In excellent universities, excellent faculty members bring prestige to the university: They teach with passion, they carry out scholarly and creative work that attracts the attention of those distant from the campus, they win awards, their students gain scholarships and other recognition that elevates both the faculty member, and in turn, the institution. This is a positive cycle that creates pressure through rising demand for excellence.
The importance of the cycle is that it begins with the faculty member. In primary or secondary schools this is not necessarily the case. Faculty members are not teachers in the sense that many use this word. Likewise, in a college or community college, the cottage industry concept is only true to a limited extent.
In research universities faculty cottage industry is the gut of the organization.
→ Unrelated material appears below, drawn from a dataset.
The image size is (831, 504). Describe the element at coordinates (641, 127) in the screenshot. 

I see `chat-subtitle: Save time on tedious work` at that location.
This creates special allegiances. Faculty members must have a strong relationship to the discipline they belong to. It is disciplinary excellence, recognized by peers, that allows the faculty member and university to gain prestige. While the nuances of this might be argued, it means that the allegiance of the faculty member to the university itself may be subjugated to their ties to the discipline.
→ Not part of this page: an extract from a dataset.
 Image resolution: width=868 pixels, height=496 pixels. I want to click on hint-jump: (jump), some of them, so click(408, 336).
Even more confounding is that the very best faculty of any university must have a strong allegiance to their own success. Remember they are cottage industries, not employees. Unfortunately in some cases – thankfully few – this translates into a form of arrogance that is hard to stomach. In most cases there is a balance attained between the passion of the faculty member and his or her service to the university, because there is a symbiotic relationship at play. Good faculty work at good universities and each values the other.
A number of things can muddy the relationship of the faculty member to his or her work. A blind allegiance to the university, especially if it is also alma mater, can create a false sense of purpose. Likewise an allegiance to a labor union may make primary concerns of the intellectual work secondary. The work of a faculty member cannot become a job.
Faculty members don’t have jobs; they are CEO’s of their enterprise. Hopefully they can excel, but they must be able to fail.
For a faculty member, allegiance to anything other than the development and sharing of insight and knowledge is a form of utility that undermines the value of the university for the greater social good. Friedrich Schiller, the German poet and philosopher understood this clearly: “Utility is the great idol of the age, to which all powers must do service and all talents swear allegiance.”
The cottage industry relationship, challenging as it is, must be part of our university.